Vilnius, Lithuania's New Tourism Slogan: 'The G-Spot of Europe'

Vilnius

SourceLithuania’s capital is pressing ahead with controversial plans for a raunchy international advertising campaign that refers to the city as the “G-spot of Europe”, despite opposition from the church and central government.

Posters advertising the Baltic country’s capital, due to appear from Thursday in Berlin and London, show a young woman lying on bed sheets printed with the map of Europe and clutching a handful of cloth where Vilnius is located.

“Nobody knows where it is, but when you find it, it’s amazing. Vilnius, the G-spot of Europe,” says the advertisement, which is aimed at portraying the city as the continent’s undiscovered treasure. …
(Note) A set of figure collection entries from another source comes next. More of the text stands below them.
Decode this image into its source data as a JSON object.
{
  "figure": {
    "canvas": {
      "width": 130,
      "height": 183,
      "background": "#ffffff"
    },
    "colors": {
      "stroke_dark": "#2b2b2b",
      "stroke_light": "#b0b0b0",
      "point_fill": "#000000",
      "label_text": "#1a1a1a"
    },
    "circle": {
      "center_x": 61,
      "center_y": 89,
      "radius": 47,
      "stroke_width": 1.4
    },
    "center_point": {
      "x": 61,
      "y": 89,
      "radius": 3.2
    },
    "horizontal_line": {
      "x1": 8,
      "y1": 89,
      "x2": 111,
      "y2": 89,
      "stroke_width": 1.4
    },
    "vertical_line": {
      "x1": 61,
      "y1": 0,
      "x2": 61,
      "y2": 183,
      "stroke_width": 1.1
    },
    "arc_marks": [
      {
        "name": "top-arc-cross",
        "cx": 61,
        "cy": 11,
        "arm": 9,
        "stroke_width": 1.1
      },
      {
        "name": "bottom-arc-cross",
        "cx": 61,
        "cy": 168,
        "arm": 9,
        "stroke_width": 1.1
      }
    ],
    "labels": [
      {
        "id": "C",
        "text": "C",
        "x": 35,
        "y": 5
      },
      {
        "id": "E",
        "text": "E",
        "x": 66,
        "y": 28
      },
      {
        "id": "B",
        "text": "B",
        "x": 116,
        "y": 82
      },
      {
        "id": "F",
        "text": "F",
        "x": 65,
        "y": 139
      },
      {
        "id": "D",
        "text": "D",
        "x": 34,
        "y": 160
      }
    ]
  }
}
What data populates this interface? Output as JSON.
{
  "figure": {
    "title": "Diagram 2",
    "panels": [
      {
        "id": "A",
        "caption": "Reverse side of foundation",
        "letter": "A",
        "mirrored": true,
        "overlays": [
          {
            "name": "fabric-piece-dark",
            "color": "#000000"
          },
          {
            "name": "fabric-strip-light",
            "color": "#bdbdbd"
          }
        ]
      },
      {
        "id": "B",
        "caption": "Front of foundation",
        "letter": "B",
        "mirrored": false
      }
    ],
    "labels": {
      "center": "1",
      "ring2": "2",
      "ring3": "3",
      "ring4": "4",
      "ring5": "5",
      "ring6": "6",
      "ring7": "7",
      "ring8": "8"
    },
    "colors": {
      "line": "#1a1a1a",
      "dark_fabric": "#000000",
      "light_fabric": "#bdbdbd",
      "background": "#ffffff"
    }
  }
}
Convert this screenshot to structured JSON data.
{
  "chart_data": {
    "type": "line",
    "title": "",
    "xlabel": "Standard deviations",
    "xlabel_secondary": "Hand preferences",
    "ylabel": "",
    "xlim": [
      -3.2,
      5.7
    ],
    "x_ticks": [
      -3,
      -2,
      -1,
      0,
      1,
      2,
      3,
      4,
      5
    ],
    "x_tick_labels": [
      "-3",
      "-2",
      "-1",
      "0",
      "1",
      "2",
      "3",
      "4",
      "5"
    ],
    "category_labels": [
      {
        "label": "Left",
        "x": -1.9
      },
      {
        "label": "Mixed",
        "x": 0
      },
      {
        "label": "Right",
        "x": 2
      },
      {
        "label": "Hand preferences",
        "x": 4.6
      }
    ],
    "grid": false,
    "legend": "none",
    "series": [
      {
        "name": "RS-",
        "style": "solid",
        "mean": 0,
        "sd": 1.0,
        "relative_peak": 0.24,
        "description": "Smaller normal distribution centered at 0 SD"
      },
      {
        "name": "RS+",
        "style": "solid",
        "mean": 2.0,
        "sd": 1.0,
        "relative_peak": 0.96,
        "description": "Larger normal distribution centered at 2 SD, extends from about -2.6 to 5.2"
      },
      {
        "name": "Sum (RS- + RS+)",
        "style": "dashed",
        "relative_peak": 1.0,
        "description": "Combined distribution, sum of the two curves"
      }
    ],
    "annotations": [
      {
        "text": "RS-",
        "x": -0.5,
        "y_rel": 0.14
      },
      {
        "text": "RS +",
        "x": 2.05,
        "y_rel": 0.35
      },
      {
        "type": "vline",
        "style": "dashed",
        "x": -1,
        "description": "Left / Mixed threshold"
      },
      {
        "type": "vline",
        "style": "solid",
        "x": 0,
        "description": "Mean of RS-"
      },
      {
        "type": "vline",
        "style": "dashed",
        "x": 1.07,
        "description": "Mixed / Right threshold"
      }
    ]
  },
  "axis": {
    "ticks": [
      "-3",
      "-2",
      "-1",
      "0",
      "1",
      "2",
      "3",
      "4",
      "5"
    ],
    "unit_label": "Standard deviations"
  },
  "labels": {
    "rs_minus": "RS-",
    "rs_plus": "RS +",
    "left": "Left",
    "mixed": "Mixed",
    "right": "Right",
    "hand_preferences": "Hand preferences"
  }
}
Former Vilnius mayor Arturas Zuokas criticised the campaign, telling AFP on Wednesday that “no one in the West is using sexist references in marketing any more, especially when we speak about public authorities”.

Vilnius Archbishop Gintaras Grusas has said the campaign “potentially strengthens the image of Vilnius as a sex tourism city and exploits the sexuality of women”.

Lithuania’s government had asked the city to postpone the campaign until after Pope Francis visits in late September.

With all due respect to former mayor Zuokas and all my Catholic brothers and sisters, but they can lighten the eff up. I’ve got news for them: Sex sells. It sells in the West and it always has and, in spite of your protest to the contrary, it always will.

Besides, whoever has been doing Vilnius’s marketing until now has done a pretty pisspoor job of it, given the fact until now I couldn’t have told you a thing about the place. I couldn’t have even identified it as the capital of Lithuania. Itself a country about which I barely know anything beyond I would avoid it as a Jeopardy! category like it was Medieval Poetry.

But “G-Spot of Europe” at least gives me something to go on. It tells me it’s a place you go for pleasure. It says it’s a popular destination for women. That’s it’s hip and trendy and fashionable. It’s probably hot and steamy. And, more accurately, is a place I’ve never been to in my life and wouldn’t begin to know where to look for it. Does that quite make it a place I want to spend my tourist dollars? Not exactly. But it puts it on the map. And if Francis is the Cool Pope like all the non-Catholics say he is, he’ll appreciate the joke.